As the title suggests, Pecola's greatest desire is to have blue eyes, which she associates with beauty. She believes that acquiring blue eyes would transform her life, alleviating its ugliness and possibly changing her parents' behavior. Pecola admires the beautiful white icons of the 1940s: she drinks milk from a cup with Shirley Temple's image at the MacTeer's home, buys Mary Janes candy to gaze at the blond-haired, blue-eyed girl on the wrapper, and even seeks assistance from Soaphead Church, hoping he can grant her blue eyes. By the novel's conclusion, Pecola genuinely believes she has blue eyes, a tragic illustration of the damage white societal ideals can inflict on a young Black girl who, lacking alternatives, embraces them.

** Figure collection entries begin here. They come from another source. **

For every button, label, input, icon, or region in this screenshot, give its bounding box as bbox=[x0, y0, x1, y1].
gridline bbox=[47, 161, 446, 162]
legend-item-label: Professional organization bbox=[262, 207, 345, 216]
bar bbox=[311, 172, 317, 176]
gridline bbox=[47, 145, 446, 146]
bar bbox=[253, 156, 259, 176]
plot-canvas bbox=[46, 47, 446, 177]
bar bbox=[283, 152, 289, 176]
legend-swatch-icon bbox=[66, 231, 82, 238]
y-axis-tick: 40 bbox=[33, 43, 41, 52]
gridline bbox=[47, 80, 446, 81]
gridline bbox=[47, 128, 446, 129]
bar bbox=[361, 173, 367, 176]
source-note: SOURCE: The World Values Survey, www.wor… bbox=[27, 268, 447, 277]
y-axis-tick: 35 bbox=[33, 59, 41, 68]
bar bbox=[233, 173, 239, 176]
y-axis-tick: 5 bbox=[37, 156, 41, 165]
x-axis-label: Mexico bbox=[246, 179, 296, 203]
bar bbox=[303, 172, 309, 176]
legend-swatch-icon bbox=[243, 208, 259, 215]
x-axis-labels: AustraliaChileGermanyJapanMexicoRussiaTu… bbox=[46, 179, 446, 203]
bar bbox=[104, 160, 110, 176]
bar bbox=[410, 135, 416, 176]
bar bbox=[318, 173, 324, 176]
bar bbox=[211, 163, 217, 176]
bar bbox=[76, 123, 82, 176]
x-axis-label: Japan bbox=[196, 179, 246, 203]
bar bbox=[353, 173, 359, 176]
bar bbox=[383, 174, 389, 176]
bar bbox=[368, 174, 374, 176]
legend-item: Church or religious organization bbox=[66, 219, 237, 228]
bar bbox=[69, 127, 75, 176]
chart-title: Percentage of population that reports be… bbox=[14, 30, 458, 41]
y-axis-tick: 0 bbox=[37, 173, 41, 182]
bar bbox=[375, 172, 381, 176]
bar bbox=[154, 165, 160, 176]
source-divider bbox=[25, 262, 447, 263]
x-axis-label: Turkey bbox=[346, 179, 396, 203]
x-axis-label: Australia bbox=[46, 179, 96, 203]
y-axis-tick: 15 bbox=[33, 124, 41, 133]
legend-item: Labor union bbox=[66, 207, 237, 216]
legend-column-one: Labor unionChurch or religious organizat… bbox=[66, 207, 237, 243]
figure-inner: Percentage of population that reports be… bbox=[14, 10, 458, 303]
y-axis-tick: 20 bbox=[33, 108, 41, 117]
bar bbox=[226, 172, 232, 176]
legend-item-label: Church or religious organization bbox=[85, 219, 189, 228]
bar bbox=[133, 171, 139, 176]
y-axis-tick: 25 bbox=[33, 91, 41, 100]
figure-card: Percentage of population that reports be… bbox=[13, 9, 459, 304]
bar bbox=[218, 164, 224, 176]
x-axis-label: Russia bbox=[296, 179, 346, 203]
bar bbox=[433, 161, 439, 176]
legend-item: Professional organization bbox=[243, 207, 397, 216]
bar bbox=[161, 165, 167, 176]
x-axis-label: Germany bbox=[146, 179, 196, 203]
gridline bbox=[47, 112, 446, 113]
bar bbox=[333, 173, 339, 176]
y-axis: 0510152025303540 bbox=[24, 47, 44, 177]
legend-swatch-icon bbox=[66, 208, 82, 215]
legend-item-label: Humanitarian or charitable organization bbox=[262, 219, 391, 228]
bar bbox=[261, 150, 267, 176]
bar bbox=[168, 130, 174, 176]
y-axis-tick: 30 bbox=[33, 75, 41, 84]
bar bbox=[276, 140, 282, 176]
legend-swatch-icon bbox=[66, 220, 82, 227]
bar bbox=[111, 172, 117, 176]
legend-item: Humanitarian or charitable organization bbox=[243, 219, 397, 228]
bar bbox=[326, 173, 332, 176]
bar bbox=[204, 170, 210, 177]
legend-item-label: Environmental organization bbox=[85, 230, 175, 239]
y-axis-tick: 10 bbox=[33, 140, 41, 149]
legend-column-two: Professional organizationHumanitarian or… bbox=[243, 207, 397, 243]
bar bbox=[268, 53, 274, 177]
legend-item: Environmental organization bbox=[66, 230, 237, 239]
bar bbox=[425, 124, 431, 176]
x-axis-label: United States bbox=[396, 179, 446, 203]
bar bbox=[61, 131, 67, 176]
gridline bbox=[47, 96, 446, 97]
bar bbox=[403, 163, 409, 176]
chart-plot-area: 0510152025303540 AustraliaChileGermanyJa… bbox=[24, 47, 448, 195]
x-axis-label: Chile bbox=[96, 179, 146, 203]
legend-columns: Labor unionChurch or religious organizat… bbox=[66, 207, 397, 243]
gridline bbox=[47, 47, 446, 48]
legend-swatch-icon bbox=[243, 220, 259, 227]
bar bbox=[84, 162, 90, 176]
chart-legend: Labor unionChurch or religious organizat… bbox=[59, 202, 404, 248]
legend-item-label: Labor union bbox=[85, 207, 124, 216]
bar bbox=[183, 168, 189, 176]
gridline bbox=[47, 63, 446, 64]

Pecola's mother, Pauline, experiences her own struggles. Her life takes a downturn when, as a child, she steps on a nail, leaving her foot permanently injured. After marrying Cholly, their life in Lorain, Ohio, fails to fulfill her fairy tale dreams, driving her to find comfort in the movies. There, she encounters what the novel describes as the concepts of physical beauty and romantic love, "probably the most destructive ideas in the history of human thought. Both originated in envy, thrived in insecurity, and ended in disillusion." Pauline immerses herself in the fantasy of cinema, even styling her hair like the famous white actress Jean Harlow. Her illusion is shattered when she loses a tooth while eating candy at a movie. From that moment, she resigns herself to "just being ugly" but eventually finds employment with a white family, seeking the "beauty, order, cleanliness, and praise" missing from her own home. For example, when Pecola accidentally knocks a hot pie off the counter at the Fisher household, Pauline slaps and scolds her for disrupting her immaculate, white world, while comforting the Fisher girl who is startled by the incident. Although Pauline doesn't descend into madness like Pecola, her decline is apparent, as she only finds beauty in the surrogate family that makes her feel "white," rather than in herself or her own family.

Unlike Pecola and Pauline, Claudia MacTeer, the main narrator of the novel, defies the beauty standards society tries to impose on her. Claudia harbors a strong dislike for Shirley Temple and is perplexed by the admiration Black people show for young white girls. Much to her family's disappointment, who view her behavior as ungrateful, Claudia takes apart a white doll she receives for Christmas "to see of what it was made, to discover the dearness, to find the beauty, the desirability that had escaped me, but apparently only me." Though Claudia, like everyone in her community, struggles with self-image, she realizes they all made Pecola a scapegoat because "we were so beautiful when we stood astride her ugliness." As Claudia recounts Pecola's story, she expresses remorse for how they treated Pecola and admits that even though she eventually learned to "worship" Shirley Temple, it was merely "adjustment without improvement."

Expert Q&A

What is the significance of the title in Toni Morrison's The Bluest Eye?

The title of Toni Morrison's "The Bluest Eye" holds immense significance as it represents the protagonist, Pecola Breedlove's, longing for blue eyes, a symbol of white beauty standards. Pecola believes that having blue eyes would end her troubles, prevent her parents' fights, and make her beautiful. The title also implicitly speaks to the white supremacist influence, with Pecola desiring not just blue eyes but the "bluest" ones, indicating her wish to surpass white beauty. The title further reflects the irony of America's fight against tyranny and genocide in WWII while subjugating its non-white citizens.